The mistake they made was assuming Trump’s motives were domestic. They viewed everything through the lens of American politics alone. In that narrow view, war with Iran made no sense. But that’s the point: their assumptions were flawed because they ignored the international layer—specifically Trump’s alignment with Vladimir Putin’s objectives and the global architecture of asymmetric war.


This war with Iran is not just about wagging the dog. It’s not just about distracting from Trump’s failing domestic agenda, collapsing poll numbers, or legal peril. Those are pieces, yes. But the real function of this war is strategic: to aid Putin in Ukraine by draining NATO’s attention and resources. To fracture the alliance from within. To signal to the world that the U.S. under Trump is no longer a reliable hegemon. To destroy the trust that underpins Western coordination.

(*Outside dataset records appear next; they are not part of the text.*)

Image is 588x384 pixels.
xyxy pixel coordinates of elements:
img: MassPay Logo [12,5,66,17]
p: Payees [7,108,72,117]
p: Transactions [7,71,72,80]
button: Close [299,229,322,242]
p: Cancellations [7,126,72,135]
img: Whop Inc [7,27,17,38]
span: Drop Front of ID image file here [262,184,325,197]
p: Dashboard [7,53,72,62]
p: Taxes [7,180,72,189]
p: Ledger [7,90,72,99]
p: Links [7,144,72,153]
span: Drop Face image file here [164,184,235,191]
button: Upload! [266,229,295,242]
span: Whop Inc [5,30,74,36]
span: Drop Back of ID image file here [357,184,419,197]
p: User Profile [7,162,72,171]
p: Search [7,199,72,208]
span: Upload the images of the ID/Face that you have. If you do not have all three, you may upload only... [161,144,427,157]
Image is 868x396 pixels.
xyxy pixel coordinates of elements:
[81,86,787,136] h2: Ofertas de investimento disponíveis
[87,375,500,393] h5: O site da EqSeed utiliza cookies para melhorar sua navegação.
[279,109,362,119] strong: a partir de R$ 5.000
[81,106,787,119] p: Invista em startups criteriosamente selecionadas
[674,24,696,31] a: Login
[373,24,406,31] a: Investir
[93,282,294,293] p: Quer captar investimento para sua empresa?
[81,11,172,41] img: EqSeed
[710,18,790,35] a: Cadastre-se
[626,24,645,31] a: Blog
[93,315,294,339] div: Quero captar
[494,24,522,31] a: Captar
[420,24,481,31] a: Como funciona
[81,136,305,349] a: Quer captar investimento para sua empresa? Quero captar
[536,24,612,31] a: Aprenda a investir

This war is about helping Russia. And Trump is doing it because that’s what he’s always done.


Trump always helps out Putin. This is your short-hand analysis. It is how you can easily know that this war is part of Putin’s plan.

He never needed a clean casus belli. He never needed public support. All he needed was ambiguity, media complacency, and the illusion of indecision. That was what "two weeks" was always about. Not delay, not cowardice, but the performative stretching of the Overton Window. Each day he pushed the narrative slightly further—testing the public’s tolerance, playing media against itself, wearing down resistance. It was consent manufacturing, not hesitation.


So where are the TACO chorus now? Quiet. Hoping you forget what they said. Hoping you don’t notice they missed the obvious: that Trump was always going to do this because he had permission to do this. From Putin. From the Axis. From the web of authoritarian alliances that see chaos in the Middle East not as a crisis—but as opportunity.


We warned you. We laid out the model. The Analyst Report mapped the vectors of escalation, the chain of incentives, the strategic pivot post-Spiderweb. And it wasn’t about hunches or hot takes. It was about method. Doctrine. Pattern recognition.


If you were one of the many who mocked those who said Trump would start a war—this is your moment to stop talking and start listening. The world is more dangerous now because people like you refused to accept the evidence of coordination. The time for learning is here. The time for denial is over.


You were wrong. Not just tactically. But fundamentally. And if we’re going to stop what comes next, we need to start from the right set of assumptions. The ones grounded in geopolitical reality—not wishful thinking.